Heinrich Zimmer, extolling the achievements of Gandhara artists in deviating from Hellenistic ideals and transforming the Buddha image into “the personification of a pure essence”, wrote in The Art of Indian Asia way back in 1955: “For there is no pretext in these statues of an actual human body... what has become visible is the figuration of a spiritual attitude...”
Ancient Gandhara art is usually identified with these Buddha images unearthed in north-western Afghanistan and eastern Pakistan over the past 150 years. So one should not be a little surprised when one realizes that the legend next to the image of an imposing metallic head of a woman with a severe profile that seems to have sprouted from the diminutive head of a buffalo, which dominates the cover of the June 2019 issue of Marg: A Magazine of the Arts, goes thus: Gandhara: A Confluence of Cultures. Seems to be the right image at the wrong place, for we don’t really associate the goddess mounted on a lion with Gandhara culture. But this issue, edited by Naman P. Ahuja, who is a curator of Indian art and teaches at Jawaharlal Nehru University, focuses on the latest finds from recent excavations and on advances in Gandhara art studies that have revealed waves of migration and invasions, including the best known one by Alexander the Great, to that territory and the multiplicity of cultures that flowered there and, as the caption states, ‘Rhyton: The Buffalo-Slayer Goddess, c. 600-700 AD, Iran, Sasanian period. Silver; height 19.1 centimetres’. The longish caption states that this ceremonial drinking vessel is shaped like a cornucopia and that it came from Afghanistan of the Turko-Shahi period, when Hindu images were disseminated. This period is largely unexplored. Sure enough, she is Durga Mahishasuramardini, and such representations on a larger scale and with certain variations are not unknown to Calcutta pandals.
Ahuja’s introduction encapsulates the contents of this issue that is enriched by the most gorgeous images of current discoveries. “... They examine migrations during different periods — from the Bronze Age, to those following Alexander the Great, to the establishment of Hindu temples under the Shahi kings and the movement of Ghaznavids and Mughals from there to other parts...” Now the same valleys of Kandahar, Ghazni and Peshawar have turned into battlefields and the stronghold of the Taliban, causing irreversible damage to the region’s priceless legacy. The contributors are leading academics mostly from the West, including Waleed Ziad, who now teaches at Habib University, Karachi. Ziad writes about the “enigmatic” coins produced as sacramental objects discovered in a natural limestone cave of the valley of Sakra peak.
The issue opens with a piece by Benjamin Mutin and Henri-Paul Francfort on the interactions, dating back to the Neolithic period, between Central Asia and the north-western regions of the Indian subcontinent known as Gandhara. Rapid urbanization, industry and illegal excavation pose a real threat to Pakistan’s Gandhara sites. Abdul Rehman recommends state-of-the-art research facilities and the study of Sanskrit and Kharosti in Pakistan to unravel the mysteries of the past. Michael Henss writes about the Hund statues — some, of the Bodhisattva and male and female dancers of unbaked painted clay — discovered about 20 years ago in the Greater Kashmir region of ancient Gandhara. Owing to their uniqueness, their authenticity was questioned and scholars avoided them. But as Henss writes, “These statues are of no small importance in the history of South Asian art, as they connect the long-standing traditions of Gandhara and Swat to Kashmir...”
Another breathtaking marble piece depicts a three-headed Shiva, probably from the Kabul valley, Hindu-Shahi period, c. 8th century AD. Alka Patel, in her essay on the Ghaznavids and Ghurids and the region’s pre-Islamic past, has a different perspective. “[R]ather than the destruction of the large (Bamiyan) Buddha, its survival through a millennium and a half should arrest our attention.”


Using the data beneath, show every line that includes the word "Percentage".

Collected data entries:
▬▬▬
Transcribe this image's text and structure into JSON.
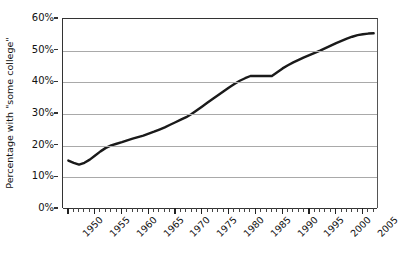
{
  "chart_data": {
    "type": "line",
    "title": "",
    "xlabel": "",
    "ylabel": "Percentage with \"some college\"",
    "xlim": [
      1949,
      2008
    ],
    "ylim": [
      0,
      60
    ],
    "ytick_labels": [
      "0%",
      "10%",
      "20%",
      "30%",
      "40%",
      "50%",
      "60%"
    ],
    "ytick_values": [
      0,
      10,
      20,
      30,
      40,
      50,
      60
    ],
    "xtick_labels": [
      "1950",
      "1955",
      "1960",
      "1965",
      "1970",
      "1975",
      "1980",
      "1985",
      "1990",
      "1995",
      "2000",
      "2005"
    ],
    "xtick_values": [
      1950,
      1955,
      1960,
      1965,
      1970,
      1975,
      1980,
      1985,
      1990,
      1995,
      2000,
      2005
    ],
    "grid": "horizontal",
    "legend": "none",
    "line_color": "#1a1a1a",
    "gridline_color": "#a9a9a9",
    "axis_color": "#333333",
    "background_color": "#ffffff",
    "series": [
      {
        "name": "Percentage with \"some college\"",
        "x": [
          1950,
          1951,
          1952,
          1953,
          1954,
          1955,
          1956,
          1957,
          1958,
          1959,
          1960,
          1961,
          1962,
          1963,
          1964,
          1965,
          1966,
          1967,
          1968,
          1969,
          1970,
          1971,
          1972,
          1973,
          1974,
          1975,
          1976,
          1977,
          1978,
          1979,
          1980,
          1981,
          1982,
          1983,
          1984,
          1985,
          1986,
          1987,
          1988,
          1989,
          1990,
          1991,
          1992,
          1993,
          1994,
          1995,
          1996,
          1997,
          1998,
          1999,
          2000,
          2001,
          2002,
          2003,
          2004,
          2005,
          2006,
          2007
        ],
        "values": [
          15.3,
          14.6,
          14.0,
          14.6,
          15.6,
          16.9,
          18.2,
          19.3,
          20.1,
          20.6,
          21.1,
          21.7,
          22.2,
          22.7,
          23.2,
          23.8,
          24.4,
          25.1,
          25.8,
          26.6,
          27.4,
          28.2,
          29.0,
          30.0,
          31.2,
          32.4,
          33.6,
          34.8,
          36.0,
          37.2,
          38.4,
          39.5,
          40.5,
          41.3,
          42.0,
          42.0,
          42.0,
          42.0,
          42.0,
          43.2,
          44.4,
          45.4,
          46.3,
          47.1,
          47.9,
          48.6,
          49.3,
          50.0,
          50.8,
          51.6,
          52.4,
          53.1,
          53.8,
          54.4,
          54.9,
          55.2,
          55.4,
          55.5
        ]
      }
    ]
  }
}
▬▬▬
#### SOLUTION:
    "ylabel": "Percentage with \"some college\"",
        "name": "Percentage with \"some college\"",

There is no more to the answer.